In Ambulance, two brothers, Danny and Will Sharp, played by Jake Gyllenhaal and Yayha Abdul-Mateen II, hijack an ambulance after a robbery gone awry. Danny is a live wire in a cashmere sweater who went into their father’s thieving business; Will joined the Marines to get away from it but now needs money to pay for his wife’s surgery. Inside the vehicle there’s a wounded LAPD officer and Cam, an EMT played by Eiza González. It’s a simple premise: Can they escape seemingly innumerable obstacles and get Will home to his wife and child? Whereas the chases that air on the local news take a bird’s eye view of the action; Bay pulls out all the tricks in his book to get the audience as close to the thrill as possible.
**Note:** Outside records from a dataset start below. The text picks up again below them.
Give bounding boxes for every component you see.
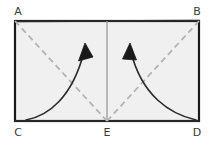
- vertex-label-c: C: [14, 126, 22, 139]
- figure-canvas: A B C D E: [0, 0, 214, 146]
- geometry-figure: A B C D E: [0, 0, 214, 146]
- vertex-label-a: A: [14, 5, 22, 18]
- vertex-label-e: E: [104, 126, 111, 139]
- vertex-label-d: D: [193, 126, 201, 139]
- vertex-label-b: B: [193, 5, 201, 18]
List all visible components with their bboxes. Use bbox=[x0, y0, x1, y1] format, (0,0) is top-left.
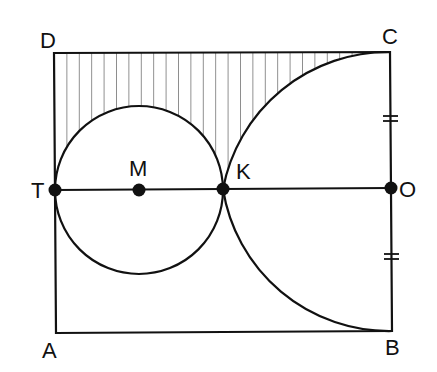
diagram-canvas: D C T M K O A B bbox=[0, 0, 437, 372]
label-a: A bbox=[42, 338, 57, 363]
label-t: T bbox=[31, 178, 44, 203]
label-k: K bbox=[236, 159, 251, 184]
label-m: M bbox=[129, 156, 147, 181]
point-o bbox=[385, 182, 398, 195]
label-o: O bbox=[399, 177, 416, 202]
label-c: C bbox=[382, 24, 398, 49]
label-d: D bbox=[40, 28, 56, 53]
shaded-region bbox=[54, 53, 391, 193]
point-k bbox=[217, 183, 230, 196]
label-b: B bbox=[385, 335, 400, 360]
geometry-diagram: D C T M K O A B bbox=[0, 0, 437, 372]
point-t bbox=[49, 184, 62, 197]
point-m bbox=[133, 184, 146, 197]
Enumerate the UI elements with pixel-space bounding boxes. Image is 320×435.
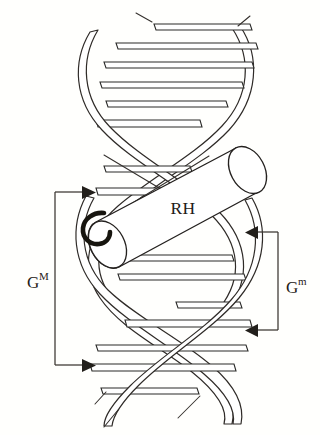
major-groove-label-superscript: M bbox=[39, 270, 49, 282]
minor-groove-label-superscript: m bbox=[298, 275, 307, 287]
minor-groove-label-base: G bbox=[286, 278, 298, 297]
recognition-helix-label: RH bbox=[170, 198, 195, 218]
dna-helix-diagram: RH G M G m bbox=[0, 0, 320, 435]
major-groove-label-base: G bbox=[27, 273, 39, 292]
figure-root: RH G M G m bbox=[0, 0, 320, 435]
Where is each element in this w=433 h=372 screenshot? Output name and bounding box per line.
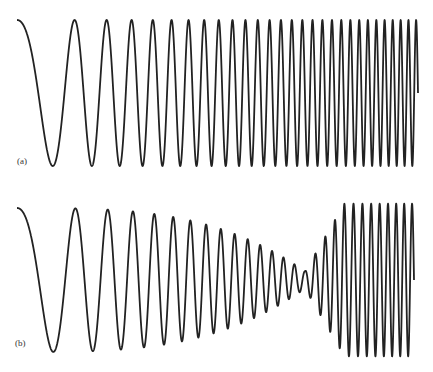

His cameras refuse to stop moving as Will and Danny face off against helicopters and barrel through interchanges.
And yet, as a former Angeleno, I found myself watching Ambulance the way I sometimes have been glued to a tiny TV screen. In the back of my head I was charting Danny and Will’s path. The robbery starts in Downtown Los Angeles. They take back alleys for a while before eventually getting on the 110 freeway, which takes them South. From there they land on the 105, which takes them West, toward LAX, before a conflict at the 105 and 405 interchange, heading East. At some point they drive along the near empty Los Angeles river so Bay can film a scene where Gyllenhaal hangs out of the ambulance and shoots at a low flying copter. I am assuming that from the 405 they get back on the 10, which takes them to Boyle Heights where the journey, for the most part ends. The out-of-towner FBI agent makes a crack about how he’s never been that far East; meanwhile, his LAPD counterpart wears a USC shirt the entire time because he’s From LA.
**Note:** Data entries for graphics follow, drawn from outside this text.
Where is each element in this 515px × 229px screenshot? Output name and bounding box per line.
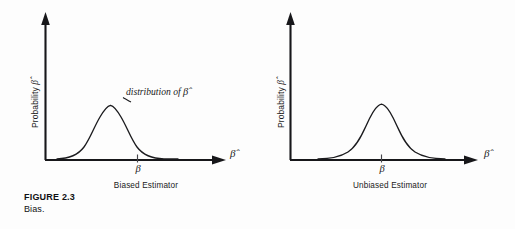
y-axis-label-biased: Probability β̂ — [30, 80, 40, 128]
y-axis-label-unbiased: Probability β̂ — [276, 80, 286, 128]
distribution-curve-unbiased — [318, 104, 445, 159]
plot-drawing-layer — [0, 0, 515, 229]
curve-annotation-symbol-biased: β̂ — [183, 86, 188, 97]
x-axis-label-biased: β̂ — [230, 147, 235, 159]
panel-caption-biased: Biased Estimator — [86, 181, 206, 190]
y-axis-arrowhead-unbiased — [286, 12, 295, 25]
y-axis-label-text-unbiased: Probability — [276, 85, 286, 128]
y-axis-label-symbol-biased: β̂ — [30, 80, 40, 85]
panel-unbiased-axes — [286, 12, 478, 165]
distribution-curve-biased — [57, 105, 178, 159]
x-axis-arrowhead-unbiased — [464, 155, 478, 164]
figure-title-label: Bias. — [24, 204, 75, 216]
figure-number-label: FIGURE 2.3 — [24, 192, 75, 204]
figure-container: Probability β̂ distribution of β̂ β β̂ B… — [0, 0, 515, 229]
y-axis-arrowhead-biased — [41, 12, 50, 25]
x-tick-label-unbiased: β — [375, 163, 389, 174]
panel-caption-unbiased: Unbiased Estimator — [330, 181, 450, 190]
x-tick-label-biased: β — [131, 163, 145, 174]
figure-caption: FIGURE 2.3 Bias. — [24, 192, 75, 215]
annotation-leader-line-biased — [123, 98, 131, 103]
y-axis-label-text-biased: Probability — [30, 85, 40, 128]
y-axis-label-symbol-unbiased: β̂ — [276, 80, 286, 85]
x-axis-arrowhead-biased — [212, 155, 226, 164]
x-axis-label-unbiased: β̂ — [484, 147, 489, 159]
curve-annotation-text-biased: distribution of — [126, 86, 183, 97]
curve-annotation-biased: distribution of β̂ — [126, 86, 188, 97]
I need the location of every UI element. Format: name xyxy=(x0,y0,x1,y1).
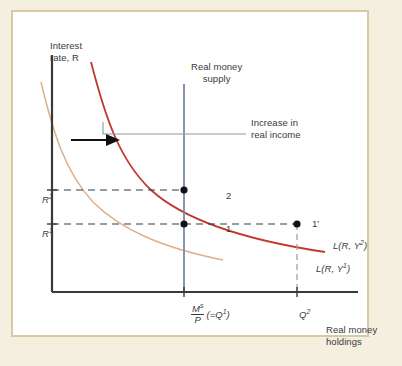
point-1-prime-mark: ' xyxy=(317,218,319,229)
increase-income-label: Increase in real income xyxy=(251,117,301,140)
demand-curve-y2-label: L(R, Y2) xyxy=(333,240,367,252)
demand-curve-y1-label: L(R, Y1) xyxy=(316,263,350,275)
increase-leader-line xyxy=(103,122,246,134)
money-supply-fraction: Ms P xyxy=(191,304,204,325)
increase-income-line1: Increase in xyxy=(251,117,298,128)
y-tick-r2-base: R xyxy=(42,194,49,205)
y-axis-label: Interest rate, R xyxy=(50,40,82,63)
x-tick-label-q2: Q2 xyxy=(299,309,310,321)
figure-root: Interest rate, R Real money supply Incre… xyxy=(0,0,402,366)
curve-y2-suffix: ) xyxy=(364,240,367,251)
x-axis-label-line2: holdings xyxy=(326,336,362,347)
figure-panel: Interest rate, R Real money supply Incre… xyxy=(11,10,369,337)
money-supply-numerator-base: M xyxy=(192,303,200,314)
curve-y2-prefix: L(R, Y xyxy=(333,240,360,251)
y-tick-r1-base: R xyxy=(42,228,49,239)
money-supply-equiv: (=Q1) xyxy=(206,309,229,321)
curve-y1-prefix: L(R, Y xyxy=(316,263,343,274)
point-2-label: 2 xyxy=(226,190,231,202)
point-2-marker xyxy=(180,186,187,193)
money-supply-label-line2: supply xyxy=(203,73,231,84)
money-supply-numerator-sup: s xyxy=(200,302,203,309)
y-tick-r2-sup: 2 xyxy=(49,193,53,200)
money-supply-paren-open: (= xyxy=(206,309,215,320)
point-1-label: 1 xyxy=(226,223,231,235)
x-axis-label-line1: Real money xyxy=(326,324,377,335)
y-tick-label-r2: R2 xyxy=(42,194,53,206)
curve-y1-suffix: ) xyxy=(347,263,350,274)
increase-income-line2: real income xyxy=(251,129,301,140)
y-axis-label-variable: R xyxy=(72,52,79,63)
demand-curve-y1 xyxy=(41,82,223,260)
x-tick-q2-sup: 2 xyxy=(306,308,310,315)
y-tick-r1-sup: 1 xyxy=(49,227,53,234)
money-supply-label-line1: Real money xyxy=(191,61,242,72)
y-axis-label-line1: Interest xyxy=(50,40,82,51)
money-supply-label: Real money supply xyxy=(191,61,242,84)
y-axis-label-line2: rate, xyxy=(50,52,69,63)
shift-arrow-icon xyxy=(71,134,120,146)
y-tick-label-r1: R1 xyxy=(42,228,53,240)
x-axis-label: Real money holdings xyxy=(326,324,377,347)
money-supply-denominator: P xyxy=(194,315,202,325)
money-supply-q: Q xyxy=(215,309,222,320)
point-1-prime-marker xyxy=(293,220,300,227)
money-supply-paren-close: ) xyxy=(227,309,230,320)
x-tick-label-money-supply: Ms P (=Q1) xyxy=(191,304,230,325)
point-1-prime-label: 1' xyxy=(312,218,319,230)
point-1-marker xyxy=(180,220,187,227)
The shout outs to various freeways will feel secondhand to anyone who has ever spent an extended amount of time in the city, even if to others it might sound like something out of the SNL sketch “The Californians.” And it’s that symphony of random numbers that make Ambulance just like any other car chase. Part of the reason you’re drawn in is because you want to figure out where they are going and how they are going to get there. It’s like a puzzle constructed out of LA’s infrastructure.
But, of course, you can’t watch a car chase without feeling that insidious creep of voyeurism. The pit of your gut knows that human lives are at stake, and yet you watch anyway. Jake Gyllenhaal, who wants his performance to be as big as Bay’s booms here, has explored this in Nightcrawler, Dan Gilroy’s 2014 thriller about Los Angeles local news’ bloodlust. Ambulance is not Nightcrawler.
Bay, as is typical for the man behind the Transformers franchise, is not one for nuance. He’s not asking the viewers to morally question why they can’t look away; He’s just trying to entrance them. But in that way it’s almost more accurate to the car chase-watching experience. It’s unequivocally entertainment, but that queasy feeling is not just because Bay’s camera makes you feel like you’re on a roller coaster. Just like real life, Bay relishes in treating humans like toys for our enjoyment.